Review of Mad Detective (2007) by Tsz Yeung Yvonne P — 28 Feb 2010
(Perhaps) nothing in the recent years of Hong Kong cinema comes quirkier and more inventive than Johnnie To and Wai Ka-Fai's much-anticipated team effort's return of MAD DETECTIVE, most certainly the best film of the year.
I mean, who could have thought that a crime thriller involves multiple split personality can be so much fun? This film did just that, with Johnnie To and Wai Ka-Fai offers everything up to their sleeve we have come to see their past work before, mixes them altogether and turns them inside out to breathe a new life out of the ordinary.
he most inventive aspect is how Johnnie To and Wai Ka-Fai plays out the multiple split personalities disorder by laying out a terrific trick of using multiple actors to portray different perspectives of a single person's personality.
Not only the idea is very clever, but they managed to broaden the aspect to turn their trick both fabulously offbeat and mesmerizingly complex, yet so effective without resulting into over-the-top silliness.
To top it all off, Lau Ching-Wan anchors the performance so hypnotizing you glued to his eccentric act from the minute one. Not only he pulls off one of his finest performances to date. The film's ending is also a certified classic, where Bun, Ho, Ko Chi-Wai and the Indian thief finally facing off against each other in a flat full of mirror, reflecting each of their own inner personalitiesand complete with a violent and stylish Mexican standoff.
A movie worth checking out for.
This review of Mad Detective (2007) was written by Tsz Yeung Yvonne P on 28 Feb 2010.
Mad Detective has generally received positive reviews.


== Directions for this task ==
Set down, exactly as written, the line containing "This screenshot has" and all the lines that follow it to the end of the entries below, omitting every picture.

== Records for this task ==
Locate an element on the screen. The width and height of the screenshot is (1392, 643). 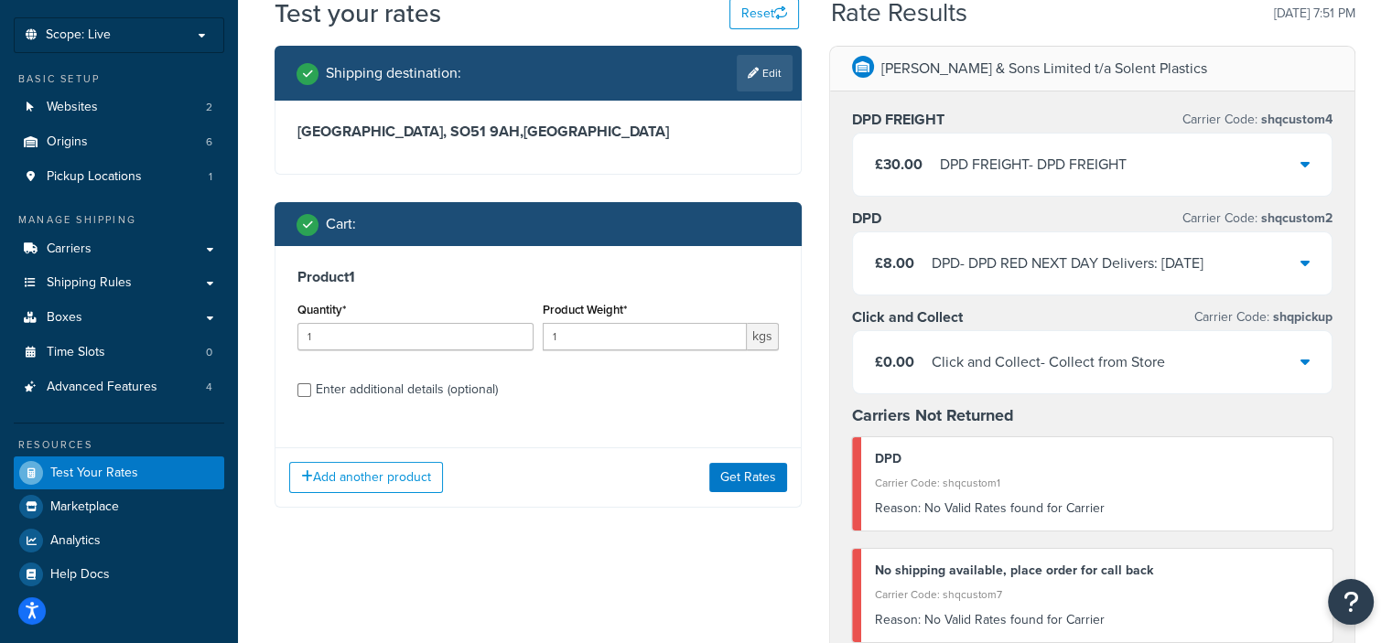
div: Click and Collect - Collect from Store is located at coordinates (1048, 362).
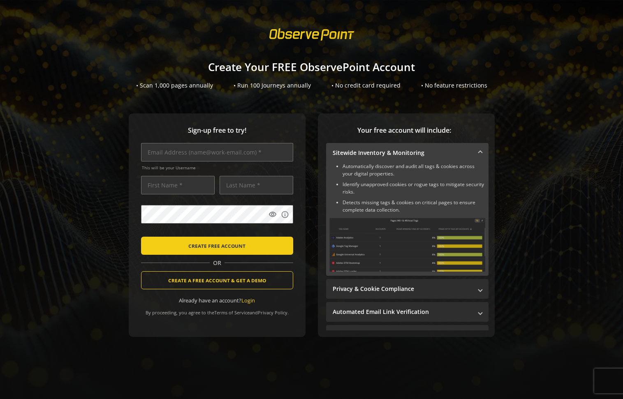 The image size is (623, 399). I want to click on button: CREATE A FREE ACCOUNT & GET A DEMO, so click(217, 281).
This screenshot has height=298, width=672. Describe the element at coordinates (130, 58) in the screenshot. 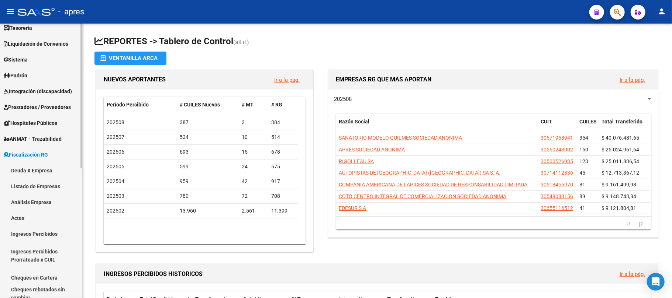

I see `button: Ventanilla ARCA` at that location.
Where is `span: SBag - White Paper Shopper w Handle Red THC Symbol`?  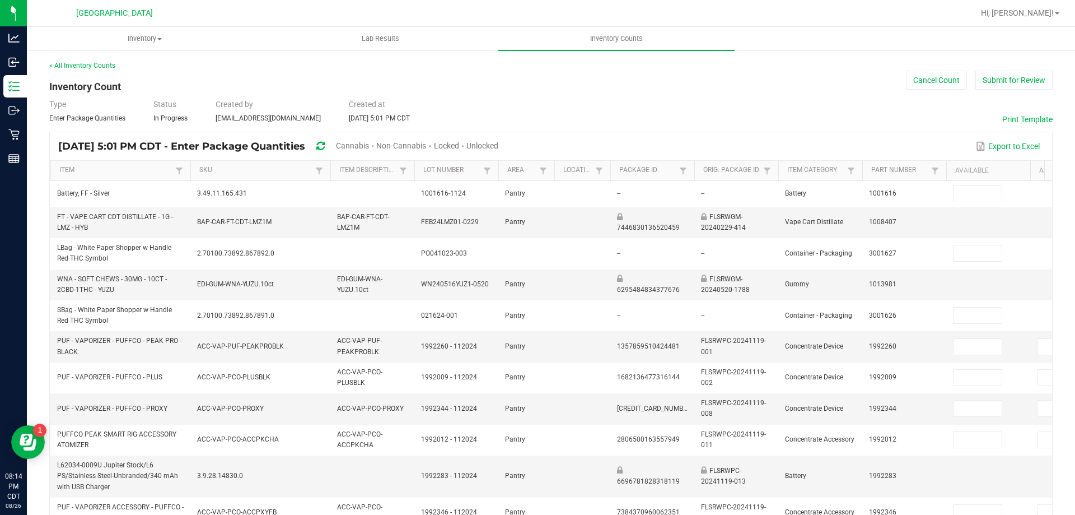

== Reply to the exercise ==
This screenshot has height=298, width=672. Describe the element at coordinates (130, 58) in the screenshot. 

I see `button: Ventanilla ARCA` at that location.
Where is `span: SBag - White Paper Shopper w Handle Red THC Symbol`?  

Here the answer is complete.